Myles Dungan is a broadcaster and historian. He presents The History Show on RTÉ Radio 1 and is an adjunct lecturer and Fulbright scholar in the School of History and Archives, University College, Dublin. He has also compiled and presented a number of award-winning historical documentaries. He is the author of numerous works on Irish and American history and holds a PhD from Trinity College, Dublin.

Summary

The story of the fate of a single family during the Irish Revolution, Four Killings is a remarkable book written by a celebrated Irish broadcaster. It is a book about political murder, and the powerful hunger for land and the savagery it can unleash.
Dungan's family was involved in four violent deaths between 1915 and 1922. One man, Jack Clinton, an immigrant small farmer from Co. Meath, was murdered in the remote and lawless Arizona territory by a powerful rancher's hired gun; three more died in Ireland, and each death is compellingly reconstructed in this extraordinary book.
What unites them is the violence that engulfed Ireland during the campaign against the British, but also the theme of deep anger over the ownership of land. That often brutal struggle between landless labourers and smallholders and more prosperous farmers is a forgotten aspect of the war of independence. It was in many ways a continuation of the unfinished 19th-century Land War.

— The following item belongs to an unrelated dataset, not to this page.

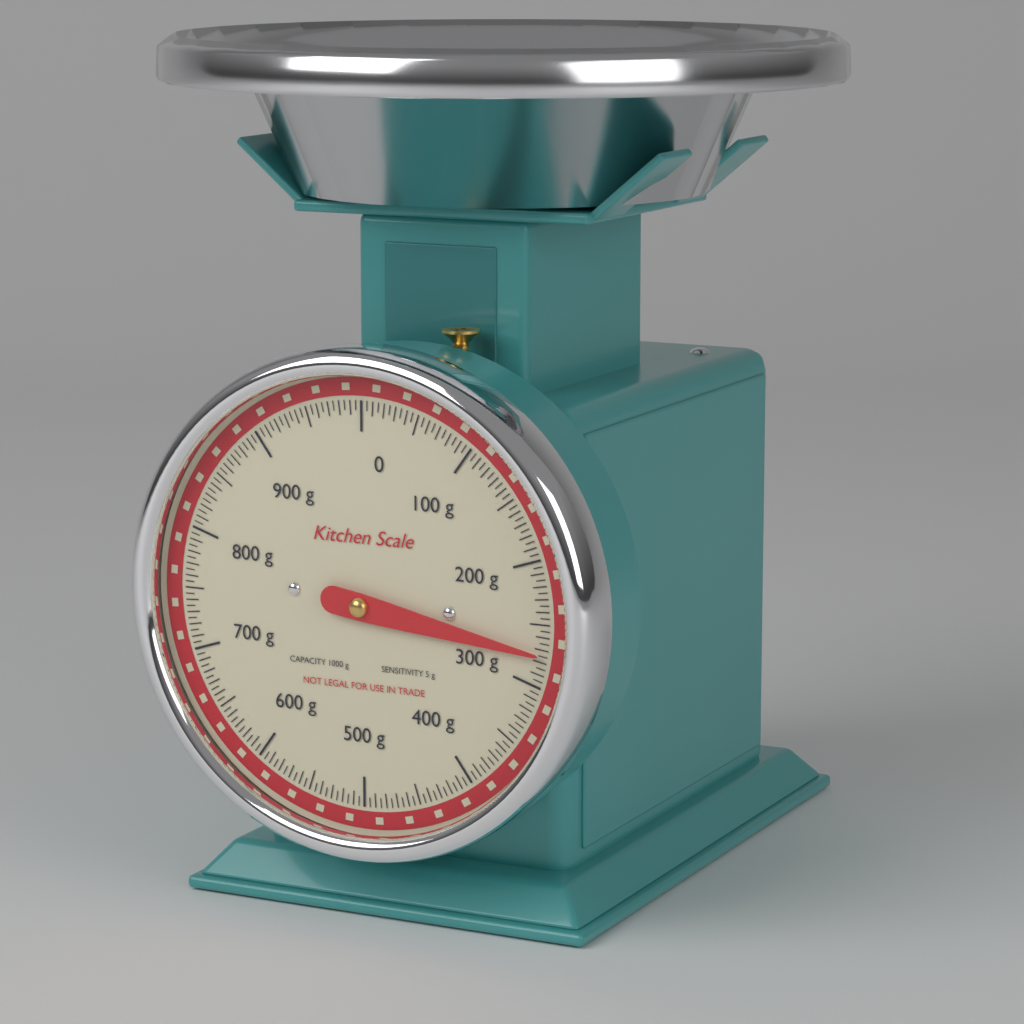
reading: 275 g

Mark Clinton was murdered by a group of agrarian 'bandits' who resented his family's possession of some disputed land; his killer was tried and executed by the dead man's relatives and comrades in the Meath IRA. And another man, a mentally challenged youth, was shot as an informer by another relative of Dungan's and buried in secrecy and silence.
Myles Dungan's book, focused on one family, offers an original take on this still controversial period: a prism through which the moral and personal costs of violence, and the elemental conflict over land, come alive in surprising ways. This is a highly readable narrative history, combining original scholarship and a strong grasp of the larger issues at stake.